HITTING THE RIGHT NOTE

AN INTERVIEW WITH AL START BY : JAQ BAYLES (G-SCENE APRIL 2020)

 

For some people being a role model is a full- time job – and as such needs to be taken seriously. As a singer-songwriter with a digital platform that reaches children and their families across the globe, Brighton’s Al Start is fully aware of her responsibilities. 

Not that this was the journey she originally envisaged for herself, rather her dream for a long time was ‘to be k.d. lang’, but in 2008 that all changed. ‘I was kind of forced to do it against my will. I had just been touring the UK and the US, released a solo album, came back and I was broke. I thought: ‘How am I ever going to make money from music?’ 

So, calling on her previous experience as a playworker, she took a job in a school, where it wasn’t long before a teacher who had seen her lugging her guitar around and going to band practice started asking her to play for the pupils. Al, being what she called ‘a serious musician’, was resistant to the idea. ‘I thought she might want me to sing Kumbaya.’ But she wrote a song called Creepy Castle and brought it to the youngsters with added sign language, because that’s what she had done as a playworker. ‘They absolutely loved it and I really enjoyed it. But I really didn’t want to do it at all to begin with. The amazing thing is now I can sell my shows out in the blink of an eye.’ 

Al, herself a parent, had hit upon an unmined seam in British music – the performing of proper songs for kids with good arrangements and meaningful lyrics, backed by the sign language element that brings the lyrics to life and works as a learning aid. ‘I put as much effort into writing for children as I do for adults.
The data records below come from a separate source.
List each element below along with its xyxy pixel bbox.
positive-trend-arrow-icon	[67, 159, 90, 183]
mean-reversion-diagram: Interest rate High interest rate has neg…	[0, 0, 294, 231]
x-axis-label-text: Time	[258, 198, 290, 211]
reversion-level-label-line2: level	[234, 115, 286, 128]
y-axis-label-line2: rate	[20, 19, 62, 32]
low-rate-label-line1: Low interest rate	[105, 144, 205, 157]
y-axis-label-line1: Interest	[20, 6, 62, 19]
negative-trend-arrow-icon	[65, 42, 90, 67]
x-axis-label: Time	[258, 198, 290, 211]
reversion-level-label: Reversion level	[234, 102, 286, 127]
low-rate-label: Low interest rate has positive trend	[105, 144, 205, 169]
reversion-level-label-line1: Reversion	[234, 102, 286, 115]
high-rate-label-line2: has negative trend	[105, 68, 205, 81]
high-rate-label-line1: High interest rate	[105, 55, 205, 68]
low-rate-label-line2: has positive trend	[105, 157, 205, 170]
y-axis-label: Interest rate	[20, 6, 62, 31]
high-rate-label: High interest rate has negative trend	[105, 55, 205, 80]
Children’s music should not be lower quality than all other music, but it often is.’ 

This month Al launches her tenth album in that vein, Robot. There’s also a range of primary school songbooks, Sing! Play! Learn!, with Go Kid Music (the children’s music company she set up in 2015), published by HarperCollins. 

Go Kid Music’s online platform has meant her performances are now seen across the world, making her a household name and a familiar face to thousands of families. ‘I try to be a role model for the children. I take it really seriously. I’ve worked with them for 35 years in playwork, creative arts and now as a singer. They think I’m famous because they see me on their computers and tablets then I go to the show and they are ‘Oh my god it’s Al Start’ and they have stars in their eyes.’ 

The values she puts into her company – ‘Kindness, respect, being yourself’ – reflect her commitment to helping the kids she performs to develop a positive view of music and lyrics and the confidence to be who they want. 

Being quite androgynous, Al is aware of the effect she can have on her audience: ‘I do their heads in because they don’t know if I’m a boy or a girl.’ 

And she is happy to challenge the gender stereotypes. ‘When kids get to about seven they’re trying to work out who they are in relation to everybody else and gender is a crucial part of that.’ 

For example, they notice that someone’s got long hair or short hair and make the distinction between what is deemed appropriate for girls or boys. ‘By the time they reach nursery school they’ve already absorbed full-on stereotypes,’ says Al. ‘It’s a process.’ 

Now she says she is ‘teetering on the edge of wanting to do something with LGBTQ+ and kids’, but some in educational establishments can be reluctant to consider such issues from any point of view other than that of the parents. 

Regardless, inclusivity is important to Al, as evidenced by a song called What Makes A Family, which uses the rainbow flag colours to help illustrate how different families can be and that’s how it should be – there are many variations on the nuclear model. 

Ultimately, Al’s aim is to: ‘Write songs that permeate the fabric of childhood in the same way everyone gets together and sings the Happy Birthday song. I would like my songs to be there as a part of family culture.’ 

And her own role models? Musically she cites Michelle Shocked, Annie Lennox, k.d. lang, Horse McDonald… think there’s a theme there. And her ‘hair icons’ were ‘the Fonze and John Travolta in Grease’ – and that’s the power of role models.